My Recovery Series: And then – I woke up.

My Recovery Series:  And then – I woke up.

++ Disclaimer: this is a post written in the early stages of  getting  help for my depression. In an effort to be as transparent as possible with my story, I am posting these, previously private, stories so that if you read them in chronological order you can see the progression of recovery.  This is the 8th story I wrote.  

This is the most evident change I have noticed since I started feeling better… I am not foggy anymore.  Its hard to explain, but here’s my best example.

I never realized that my life had become “background” noise to the cacophony of sound that depression was playing in my brain.  The most important parts, the star of the show, what I should have been focusing on, – my life – was just the backdrop!  The shroud of depression colored every aspect of my life. My life was being covered by this fog that never seemed to lift.  The fog is suffocating, and life sucking.  It took the color out of every beautiful thing in my life.

The fog was so depressing. (I know, right?)  There’s just not a better word for it. When I was at my darkest, I could almost feel the fog. Like the heavy dew in the morning, that makes the grass look hazy and white, that is what depression does to your life.  It makes your life white washed.

A sad realization hit me just the other day.  I found that I couldn’t recall most things from the last 3 years of my life.  I actually sat down and tried remembering Christmas from the year Zoe was born and couldn’t, nor could I remember Ezra’s birthdays, or Easter last year.  It struck me that, the fog that covered me, also prevent me from enjoying the moment so much that the memory was never even made. I had been this robot that did all the right things but didn’t enjoy any of them.  I was a shell of myself, like a wax figure.  I looked like myself on the outside but the fog in my brain disabled my ability to make memories.  I was living almost a coma-like state.   It was like I had been asleep for the last 5 years.

Matthew sent me this video – This.  This was me before I got help.  This was me before I got medication.  This was my life for 5 long, suffocating years.

 

And then – I woke up.

Since I got help, I have noticed that the fog is lifting. A little at a time, and not fast by any means, but it is lifting.  It’s a little lighter during the day, with some days that don’t feel heavy at all.

I don’t know if I will ever get back the memories that depression stole from me.  I don’t know how to recapture the things that got blotted out by the fog.  But I know I won’t go back there again.

I am awake now, and I fully intend to stay that way.

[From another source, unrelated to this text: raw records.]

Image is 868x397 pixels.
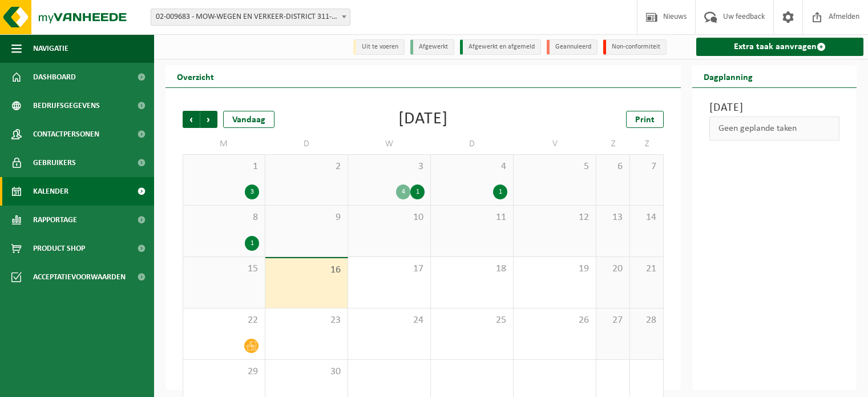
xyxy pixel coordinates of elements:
span: Product Shop [33,234,85,263]
span: Kalender [33,177,69,205]
span: 19 [519,263,590,276]
div: [DATE] [398,111,448,128]
span: 5 [519,161,590,173]
a: Print [626,111,664,128]
span: Print [635,116,655,125]
span: 22 [189,315,259,326]
span: 25 [436,315,508,326]
div: Geen geplande taken [709,117,839,140]
span: 14 [636,212,658,224]
td: W [348,134,431,155]
span: 16 [271,264,341,277]
div: 1 [410,184,425,200]
td: D [431,134,514,155]
div: Vandaag [223,111,275,128]
td: V [514,134,596,155]
span: Gebruikers [33,148,76,177]
span: Contactpersonen [33,120,99,148]
span: Dashboard [33,63,76,91]
span: 9 [271,212,341,224]
span: Vorige [182,111,200,128]
h2: Dagplanning [692,65,764,88]
td: D [266,134,348,155]
span: 17 [354,263,425,276]
span: Acceptatievoorwaarden [33,263,126,291]
span: 13 [602,212,624,224]
span: Volgende [201,111,218,128]
span: 02-009683 - MOW-WEGEN EN VERKEER-DISTRICT 311-BRUGGE - 8000 BRUGGE, KONING ALBERT I LAAN 293 [151,9,350,25]
span: Navigatie [33,34,69,63]
span: 15 [189,263,259,276]
li: Non-conformiteit [603,40,667,55]
span: 10 [354,212,425,224]
span: 18 [436,263,508,276]
h2: Overzicht [165,65,226,88]
span: 4 [436,161,508,173]
td: Z [596,134,630,155]
div: 1 [245,236,259,250]
a: Extra taak aanvragen [696,38,863,56]
span: 3 [354,161,425,173]
span: 12 [519,212,590,224]
span: Bedrijfsgegevens [33,91,100,120]
span: 8 [189,212,259,224]
span: 24 [354,315,425,326]
span: 30 [271,365,341,378]
div: 4 [397,184,410,200]
span: 6 [602,161,624,173]
h3: [DATE] [709,99,839,117]
span: 29 [189,365,259,378]
li: Afgewerkt en afgemeld [460,40,541,55]
span: 26 [519,315,590,326]
td: Z [630,134,664,155]
span: Rapportage [33,205,77,234]
li: Geannuleerd [546,40,598,55]
span: 27 [602,315,624,326]
li: Afgewerkt [410,40,454,55]
td: M [182,134,266,155]
span: 20 [602,263,624,276]
span: 7 [636,161,658,173]
div: 3 [245,184,259,200]
span: 2 [271,161,341,173]
span: 28 [636,315,658,326]
span: 23 [271,315,341,326]
span: 21 [636,263,658,276]
div: 1 [493,184,508,200]
li: Uit te voeren [353,40,405,55]
span: 02-009683 - MOW-WEGEN EN VERKEER-DISTRICT 311-BRUGGE - 8000 BRUGGE, KONING ALBERT I LAAN 293 [151,8,350,25]
span: 1 [189,161,259,173]
span: 11 [436,212,508,224]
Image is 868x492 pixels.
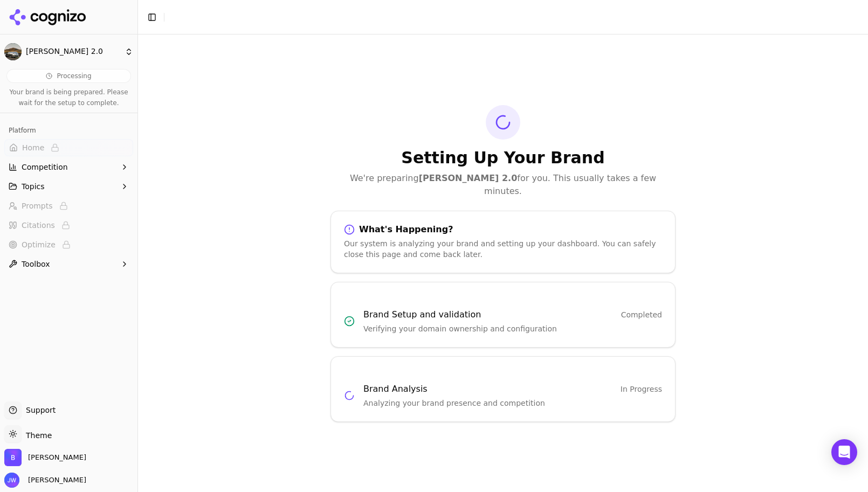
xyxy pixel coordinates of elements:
p: Verifying your domain ownership and configuration [363,323,662,334]
h3: Brand Setup and validation [363,308,481,321]
span: Processing [57,72,91,80]
span: Optimize [22,240,55,250]
span: Support [22,405,55,416]
span: Toolbox [22,258,50,269]
span: Completed [621,309,662,320]
p: We're preparing for you. This usually takes a few minutes. [331,172,676,198]
h3: Brand Analysis [363,383,427,395]
img: Bowlus 2.0 [4,43,22,60]
p: Your brand is being prepared. Please wait for the setup to complete. [7,87,131,109]
div: Open Intercom Messenger [832,439,857,465]
span: [PERSON_NAME] [24,475,86,485]
p: Analyzing your brand presence and competition [363,398,662,408]
span: Bowlus [28,453,86,462]
span: Home [22,142,44,153]
div: What's Happening? [344,224,662,235]
img: Jonathan Wahl [4,472,20,488]
div: Platform [4,121,133,139]
span: Competition [22,162,68,173]
span: Prompts [22,200,53,211]
span: [PERSON_NAME] 2.0 [26,47,120,57]
span: In Progress [620,384,662,395]
span: Citations [22,220,55,231]
button: Toolbox [4,256,133,273]
span: Theme [22,431,52,440]
button: Open user button [4,472,86,488]
div: Our system is analyzing your brand and setting up your dashboard. You can safely close this page ... [344,238,662,260]
span: Topics [22,181,45,192]
strong: [PERSON_NAME] 2.0 [419,173,518,184]
button: Topics [4,178,133,195]
img: Bowlus [4,449,22,466]
button: Open organization switcher [4,449,86,466]
button: Competition [4,159,133,175]
h1: Setting Up Your Brand [331,148,676,167]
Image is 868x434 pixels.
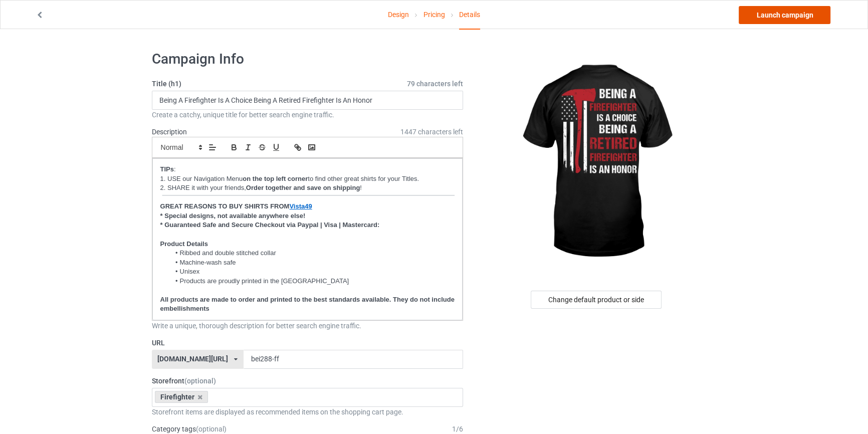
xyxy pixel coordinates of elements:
div: 1 / 6 [452,424,463,434]
div: Write a unique, thorough description for better search engine traffic. [152,321,464,331]
span: 79 characters left [407,79,463,89]
img: Screenshot_at_Jul_03_11-49-29.png [160,194,455,200]
a: Vista49 [289,203,312,210]
label: Storefront [152,376,464,386]
li: Products are proudly printed in the [GEOGRAPHIC_DATA] [170,277,455,286]
label: URL [152,338,464,348]
p: : [160,165,455,175]
a: Launch campaign [738,6,830,24]
div: [DOMAIN_NAME][URL] [158,355,228,363]
div: Change default product or side [530,291,661,309]
div: Create a catchy, unique title for better search engine traffic. [152,110,464,120]
li: Machine-wash safe [170,259,455,267]
strong: Order together and save on shipping [246,184,360,192]
label: Title (h1) [152,79,464,89]
p: 1. USE our Navigation Menu to find other great shirts for your Titles. [160,175,455,184]
h1: Campaign Info [152,50,464,68]
strong: GREAT REASONS TO BUY SHIRTS FROM [160,203,290,210]
a: Pricing [423,1,445,29]
strong: on the top left corner [243,175,307,183]
strong: Product Details [160,240,208,247]
strong: All products are made to order and printed to the best standards available. They do not include e... [160,296,457,313]
li: Unisex [170,267,455,276]
span: (optional) [184,377,216,385]
p: 2. SHARE it with your friends, ! [160,183,455,193]
a: Design [388,1,409,29]
label: Description [152,128,187,136]
span: (optional) [196,425,226,433]
span: 1447 characters left [400,127,463,137]
li: Ribbed and double stitched collar [170,249,455,258]
strong: * Guaranteed Safe and Secure Checkout via Paypal | Visa | Mastercard: [160,221,380,228]
strong: TIPs [160,166,174,173]
strong: * Special designs, not available anywhere else! [160,212,305,220]
div: Storefront items are displayed as recommended items on the shopping cart page. [152,407,464,417]
label: Category tags [152,424,226,434]
div: Details [459,1,480,29]
div: Firefighter [155,391,209,403]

I can recall things quicker and I participate in conversations.  Both things that I had long given up trying to do.

I actually listen to the speakers on Sunday mornings.  Maybe life has meaning after all?

I watch and enjoy my kids so.much.more.  I have missed too much already because of this wretched disease.

Last week, on a whim, I bought a set of Easter cookie cutters.  Then yesterday I picked up these crazy looking Easter sprinkles, and on the way home I was telling my husband how I was going to invite my sister over to make cookies and decorate them for Easter at my moms.  As I am going on about the Easter celebrations and the kids all coming for a loud cookie-making mess, my husband smiled at me.  One of those smiles that demands an explanation.

“What?”  I asked.

“Its’ good to have you back.”  was his reply.  “I’ve missed you.”

“Me too.” I whispered. “Me too.”

 

If you need help, or if you have been foggy for a long time, please get help.  You do not have to live with unbearable symptoms of depression.  There are people who care and there are people that can help.